Let G be a group of order 15 = 3 × 5. How many Sylow 5-subgroups does G have, and what does this force about G's structure?
AThere may be 1 or 5 Sylow 5-subgroups; without additional information, the structure cannot be determined
BThere is exactly 1 Sylow 5-subgroup (since n₅ must divide 3 and be ≡ 1 mod 5, forcing n₅ = 1), so it is normal; combined with the unique Sylow 3-subgroup, G ≅ Z₁₅
CThere are 5 Sylow 5-subgroups because 5 divides 15
DThe Sylow 5-subgroup is normal only if G is abelian, which must be verified separately
The third Sylow theorem gives n₅ ≡ 1 (mod 5) and n₅ | 3. The divisors of 3 are 1 and 3. Only n₅ = 1 satisfies ≡ 1 (mod 5) (since 3 ≢ 1 mod 5). So the unique Sylow 5-subgroup is normal. Similarly, n₃ must divide 5 and be ≡ 1 (mod 3): n₃ ∈ {1, 5}, but 5 ≢ 1 (mod 3), so n₃ = 1. Both Sylow subgroups are normal and their orders are coprime, so G ≅ Z₃ × Z₅ ≅ Z₁₅.
Question 2 Multiple Choice
What is the logical role of conjugacy in concluding that a unique Sylow p-subgroup is normal in G?
AConjugacy is irrelevant; normality follows directly from the order of the subgroup
BAll Sylow p-subgroups are conjugate to each other, so a subgroup is normal — invariant under all conjugations — if and only if it is the only one, since it has no other conjugates to be distinct from
CConjugacy shows all Sylow p-subgroups are isomorphic, which implies they are all normal
DA unique Sylow p-subgroup is normal because it is the largest subgroup of order p^a
The second Sylow theorem establishes that all Sylow p-subgroups are conjugate. A subgroup H is normal in G if and only if gHg⁻¹ = H for all g ∈ G — i.e., it is its own conjugate. If H is the unique Sylow p-subgroup, every conjugate of H is also a Sylow p-subgroup, and since there is only one, that conjugate must be H itself. Uniqueness and normality are equivalent here via conjugacy — this is the logical bridge in every 'n_p = 1 implies normal' argument.
Question 3 True / False
If a group G has order pq where p < q are distinct primes and q ≡ 1 (mod p), then G should be cyclic.
TTrue
FFalse
Answer: False
When q ≡ 1 (mod p), the number of Sylow p-subgroups n_p can equal q (since q ≡ 1 mod p and q | q — satisfying both Sylow constraints). So the Sylow p-subgroup need not be unique or normal, and a non-abelian group of order pq exists in this case. It is only when q ≢ 1 (mod p) that the constraints force n_p = 1, making both Sylow subgroups normal, so G ≅ Z_pq (cyclic). The condition q ≡ 1 (mod p) is precisely the obstruction to cyclicity for groups of order pq.
Question 4 True / False
For groups of order p², the Sylow theorems directly force the group to be abelian by themselves.
TTrue
FFalse
Answer: False
The Sylow theorems establish that for |G| = p², every subgroup of order p² is the whole group — which gives no new structural information directly. The proof that every group of order p² is abelian goes through the center: every nontrivial p-group has nontrivial center (a separate theorem), and if G/Z(G) is cyclic then G is abelian. This uses the p-group center theorem, not just Sylow counting. The full proof blends Sylow theory with p-group structure — it's a combined argument, not a direct Sylow consequence.
Question 5 Short Answer
Explain the general 'recipe' used in Sylow applications to prove a group of specific order has a normal Sylow subgroup, and why normality is a useful structural finding.
Think about your answer, then reveal below.
Model answer: Write |G| = p^a · m with gcd(p, m) = 1. The third Sylow theorem constrains the number of Sylow p-subgroups: n_p ≡ 1 (mod p) and n_p | m. If these two constraints together force n_p = 1, then the unique Sylow p-subgroup is normal in G (because all Sylow p-subgroups are conjugate, a unique one is its own conjugate). Normality is valuable because a normal subgroup enables product decompositions: if G has normal Sylow subgroups of coprime orders whose product is all of G, then G is their direct product — and this direct product structure often identifies the isomorphism type of G.
The recipe has three steps: (1) compute the allowable values of n_p, (2) show n_p = 1 is forced, (3) use normality to deduce a direct product or quotient structure. The power of Sylow theory is that this structured counting argument can classify groups without knowing anything about their elements — working purely from the order.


Task item
Go through the data below and report how many lines contain "scope"; the reply holds only that number.

━━━━━━━━━━

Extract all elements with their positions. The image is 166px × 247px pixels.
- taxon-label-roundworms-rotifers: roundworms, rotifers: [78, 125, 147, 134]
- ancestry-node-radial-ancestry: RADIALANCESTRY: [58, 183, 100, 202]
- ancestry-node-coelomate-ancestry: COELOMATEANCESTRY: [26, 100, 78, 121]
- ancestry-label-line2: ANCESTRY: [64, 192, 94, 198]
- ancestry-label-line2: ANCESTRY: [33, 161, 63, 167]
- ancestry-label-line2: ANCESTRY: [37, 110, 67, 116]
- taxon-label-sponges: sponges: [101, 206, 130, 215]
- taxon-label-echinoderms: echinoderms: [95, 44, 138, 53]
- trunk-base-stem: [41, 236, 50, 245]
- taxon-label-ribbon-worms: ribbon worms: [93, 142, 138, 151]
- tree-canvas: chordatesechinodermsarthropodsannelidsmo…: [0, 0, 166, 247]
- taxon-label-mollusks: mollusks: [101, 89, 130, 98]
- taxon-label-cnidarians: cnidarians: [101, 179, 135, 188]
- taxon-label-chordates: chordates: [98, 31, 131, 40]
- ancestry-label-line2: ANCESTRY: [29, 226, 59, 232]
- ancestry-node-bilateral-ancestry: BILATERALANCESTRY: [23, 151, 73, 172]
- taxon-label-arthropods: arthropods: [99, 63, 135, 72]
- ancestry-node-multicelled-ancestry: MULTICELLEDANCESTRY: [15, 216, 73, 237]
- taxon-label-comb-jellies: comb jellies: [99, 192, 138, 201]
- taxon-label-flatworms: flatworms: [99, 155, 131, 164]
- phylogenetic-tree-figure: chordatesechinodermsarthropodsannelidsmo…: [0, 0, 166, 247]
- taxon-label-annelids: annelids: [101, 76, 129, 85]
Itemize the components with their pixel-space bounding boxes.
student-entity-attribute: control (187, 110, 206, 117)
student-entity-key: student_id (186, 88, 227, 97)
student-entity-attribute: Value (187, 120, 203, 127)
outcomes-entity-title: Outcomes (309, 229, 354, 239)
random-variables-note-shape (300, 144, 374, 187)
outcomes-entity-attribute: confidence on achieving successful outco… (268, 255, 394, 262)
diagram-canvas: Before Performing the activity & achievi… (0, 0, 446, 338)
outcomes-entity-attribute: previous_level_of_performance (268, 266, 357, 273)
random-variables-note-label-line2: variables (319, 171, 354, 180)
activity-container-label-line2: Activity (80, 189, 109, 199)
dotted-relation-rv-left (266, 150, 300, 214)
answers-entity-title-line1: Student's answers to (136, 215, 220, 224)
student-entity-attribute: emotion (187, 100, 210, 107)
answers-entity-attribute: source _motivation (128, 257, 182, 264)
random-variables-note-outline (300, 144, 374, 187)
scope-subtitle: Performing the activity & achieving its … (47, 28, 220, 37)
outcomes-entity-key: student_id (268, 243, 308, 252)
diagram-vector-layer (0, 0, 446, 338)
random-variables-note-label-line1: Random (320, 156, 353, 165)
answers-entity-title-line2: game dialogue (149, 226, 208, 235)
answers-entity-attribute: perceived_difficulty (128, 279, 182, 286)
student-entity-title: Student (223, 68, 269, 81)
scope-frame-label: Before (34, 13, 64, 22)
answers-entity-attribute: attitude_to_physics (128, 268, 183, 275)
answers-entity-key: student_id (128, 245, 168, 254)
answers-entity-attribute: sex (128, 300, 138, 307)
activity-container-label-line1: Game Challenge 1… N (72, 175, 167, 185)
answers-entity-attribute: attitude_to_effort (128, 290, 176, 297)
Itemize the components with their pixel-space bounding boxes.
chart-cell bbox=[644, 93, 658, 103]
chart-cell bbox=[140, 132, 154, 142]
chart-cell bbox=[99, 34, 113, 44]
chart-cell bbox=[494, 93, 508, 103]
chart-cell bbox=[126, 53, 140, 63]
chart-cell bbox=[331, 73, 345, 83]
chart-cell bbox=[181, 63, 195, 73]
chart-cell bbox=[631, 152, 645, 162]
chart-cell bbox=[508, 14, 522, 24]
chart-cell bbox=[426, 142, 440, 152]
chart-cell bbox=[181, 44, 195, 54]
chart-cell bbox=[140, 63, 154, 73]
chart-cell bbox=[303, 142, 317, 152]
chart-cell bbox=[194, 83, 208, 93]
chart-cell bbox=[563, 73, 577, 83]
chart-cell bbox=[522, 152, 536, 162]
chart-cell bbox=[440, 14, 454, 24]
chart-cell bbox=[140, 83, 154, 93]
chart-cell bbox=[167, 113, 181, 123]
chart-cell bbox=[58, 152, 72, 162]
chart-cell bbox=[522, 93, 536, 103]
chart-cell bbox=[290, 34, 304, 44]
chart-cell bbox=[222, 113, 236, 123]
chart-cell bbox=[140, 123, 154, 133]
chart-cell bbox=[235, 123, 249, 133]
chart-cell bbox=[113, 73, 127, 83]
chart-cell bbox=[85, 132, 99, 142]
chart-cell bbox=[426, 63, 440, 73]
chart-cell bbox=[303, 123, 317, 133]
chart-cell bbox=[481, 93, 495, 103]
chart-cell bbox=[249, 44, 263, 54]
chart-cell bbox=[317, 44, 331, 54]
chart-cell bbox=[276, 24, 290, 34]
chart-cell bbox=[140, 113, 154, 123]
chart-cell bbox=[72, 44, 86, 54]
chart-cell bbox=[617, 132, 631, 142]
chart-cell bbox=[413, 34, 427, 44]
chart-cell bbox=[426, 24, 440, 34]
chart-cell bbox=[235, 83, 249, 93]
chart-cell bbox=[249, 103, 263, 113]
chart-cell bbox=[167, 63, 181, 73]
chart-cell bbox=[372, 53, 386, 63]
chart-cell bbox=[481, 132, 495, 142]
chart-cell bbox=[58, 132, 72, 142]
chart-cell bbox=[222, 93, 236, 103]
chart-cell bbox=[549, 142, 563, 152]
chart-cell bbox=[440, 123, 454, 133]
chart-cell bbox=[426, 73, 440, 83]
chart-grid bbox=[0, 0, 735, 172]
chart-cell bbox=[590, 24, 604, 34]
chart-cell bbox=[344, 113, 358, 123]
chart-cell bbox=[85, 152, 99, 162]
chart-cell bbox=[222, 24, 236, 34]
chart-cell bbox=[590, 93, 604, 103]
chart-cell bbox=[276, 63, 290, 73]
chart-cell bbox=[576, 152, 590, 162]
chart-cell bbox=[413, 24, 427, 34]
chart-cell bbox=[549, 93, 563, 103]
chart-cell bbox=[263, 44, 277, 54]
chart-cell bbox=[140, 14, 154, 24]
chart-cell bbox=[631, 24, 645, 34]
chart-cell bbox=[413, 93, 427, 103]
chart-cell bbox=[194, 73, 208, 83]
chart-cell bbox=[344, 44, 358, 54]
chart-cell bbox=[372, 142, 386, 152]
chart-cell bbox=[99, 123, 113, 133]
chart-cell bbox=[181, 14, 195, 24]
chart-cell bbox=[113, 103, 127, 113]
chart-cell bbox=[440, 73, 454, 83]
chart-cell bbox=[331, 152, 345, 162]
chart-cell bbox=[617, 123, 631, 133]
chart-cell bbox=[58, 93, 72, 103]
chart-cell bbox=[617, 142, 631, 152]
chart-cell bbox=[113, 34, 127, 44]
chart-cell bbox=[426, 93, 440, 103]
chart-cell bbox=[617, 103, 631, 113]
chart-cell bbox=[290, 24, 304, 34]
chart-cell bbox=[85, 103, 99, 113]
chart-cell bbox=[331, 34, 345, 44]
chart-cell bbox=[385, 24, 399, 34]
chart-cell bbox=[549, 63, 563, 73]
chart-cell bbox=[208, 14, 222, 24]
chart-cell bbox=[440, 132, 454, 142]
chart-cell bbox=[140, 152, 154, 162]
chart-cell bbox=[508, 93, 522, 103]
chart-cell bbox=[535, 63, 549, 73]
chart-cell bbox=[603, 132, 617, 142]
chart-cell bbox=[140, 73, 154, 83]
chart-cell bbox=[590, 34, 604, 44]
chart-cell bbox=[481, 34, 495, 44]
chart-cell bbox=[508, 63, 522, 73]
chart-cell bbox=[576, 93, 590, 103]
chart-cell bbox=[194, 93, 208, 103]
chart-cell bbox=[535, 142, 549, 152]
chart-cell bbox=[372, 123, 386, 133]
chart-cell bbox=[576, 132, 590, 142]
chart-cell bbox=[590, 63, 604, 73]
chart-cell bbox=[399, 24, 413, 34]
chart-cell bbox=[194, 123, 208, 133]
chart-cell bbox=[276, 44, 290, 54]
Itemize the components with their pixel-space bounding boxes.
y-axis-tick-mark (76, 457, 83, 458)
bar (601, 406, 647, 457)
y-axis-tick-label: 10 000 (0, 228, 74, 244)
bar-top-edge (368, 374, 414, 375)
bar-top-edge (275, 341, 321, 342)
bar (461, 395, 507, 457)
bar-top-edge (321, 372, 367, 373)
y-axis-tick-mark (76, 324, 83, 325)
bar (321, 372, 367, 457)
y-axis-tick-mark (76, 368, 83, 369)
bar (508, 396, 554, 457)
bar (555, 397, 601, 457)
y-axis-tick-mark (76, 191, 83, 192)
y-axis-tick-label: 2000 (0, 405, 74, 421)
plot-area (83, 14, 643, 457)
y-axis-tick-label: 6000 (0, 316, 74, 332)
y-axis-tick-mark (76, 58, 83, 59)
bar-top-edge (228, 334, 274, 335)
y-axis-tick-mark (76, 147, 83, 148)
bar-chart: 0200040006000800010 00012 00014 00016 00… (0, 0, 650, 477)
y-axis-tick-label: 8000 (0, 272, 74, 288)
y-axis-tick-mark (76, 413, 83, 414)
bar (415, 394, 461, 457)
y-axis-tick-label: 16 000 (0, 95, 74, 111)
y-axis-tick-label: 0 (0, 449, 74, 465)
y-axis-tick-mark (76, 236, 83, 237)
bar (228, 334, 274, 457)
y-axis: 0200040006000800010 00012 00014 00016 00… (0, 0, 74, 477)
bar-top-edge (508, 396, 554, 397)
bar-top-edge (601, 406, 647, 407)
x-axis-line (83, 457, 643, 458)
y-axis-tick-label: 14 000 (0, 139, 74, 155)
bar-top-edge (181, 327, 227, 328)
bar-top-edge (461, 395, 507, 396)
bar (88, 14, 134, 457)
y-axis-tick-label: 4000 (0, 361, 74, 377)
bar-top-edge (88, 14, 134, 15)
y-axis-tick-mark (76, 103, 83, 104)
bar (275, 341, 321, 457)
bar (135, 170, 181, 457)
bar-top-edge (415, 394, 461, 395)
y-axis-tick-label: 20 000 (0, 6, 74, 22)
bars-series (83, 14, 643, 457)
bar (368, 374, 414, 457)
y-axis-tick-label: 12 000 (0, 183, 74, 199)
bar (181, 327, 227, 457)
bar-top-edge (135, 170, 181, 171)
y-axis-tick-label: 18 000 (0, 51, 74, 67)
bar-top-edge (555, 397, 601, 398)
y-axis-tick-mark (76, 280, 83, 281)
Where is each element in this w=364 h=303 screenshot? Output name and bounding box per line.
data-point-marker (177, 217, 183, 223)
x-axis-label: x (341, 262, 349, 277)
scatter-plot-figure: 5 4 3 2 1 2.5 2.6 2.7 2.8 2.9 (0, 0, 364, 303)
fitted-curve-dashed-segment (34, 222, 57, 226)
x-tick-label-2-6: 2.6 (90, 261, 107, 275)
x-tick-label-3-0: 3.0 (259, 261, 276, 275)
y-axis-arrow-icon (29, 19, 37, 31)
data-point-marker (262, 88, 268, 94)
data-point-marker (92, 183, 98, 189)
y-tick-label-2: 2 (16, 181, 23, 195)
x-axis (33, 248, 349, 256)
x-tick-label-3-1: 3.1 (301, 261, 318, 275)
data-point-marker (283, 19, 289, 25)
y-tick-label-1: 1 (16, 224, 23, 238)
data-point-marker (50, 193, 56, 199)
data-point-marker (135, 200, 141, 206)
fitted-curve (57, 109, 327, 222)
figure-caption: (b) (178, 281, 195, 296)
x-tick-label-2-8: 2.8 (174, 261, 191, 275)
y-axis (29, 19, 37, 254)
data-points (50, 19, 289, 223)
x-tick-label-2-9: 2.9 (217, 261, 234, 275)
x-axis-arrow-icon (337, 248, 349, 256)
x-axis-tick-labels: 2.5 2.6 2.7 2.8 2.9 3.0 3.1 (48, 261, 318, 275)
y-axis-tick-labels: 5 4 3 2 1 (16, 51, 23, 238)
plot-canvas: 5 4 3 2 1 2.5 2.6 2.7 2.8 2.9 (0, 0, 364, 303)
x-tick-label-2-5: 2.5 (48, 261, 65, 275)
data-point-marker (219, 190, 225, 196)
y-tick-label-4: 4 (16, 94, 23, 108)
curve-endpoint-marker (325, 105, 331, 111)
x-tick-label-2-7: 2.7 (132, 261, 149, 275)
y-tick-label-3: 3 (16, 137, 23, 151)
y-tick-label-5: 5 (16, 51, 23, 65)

━━━━━━━━━━

Answer space
2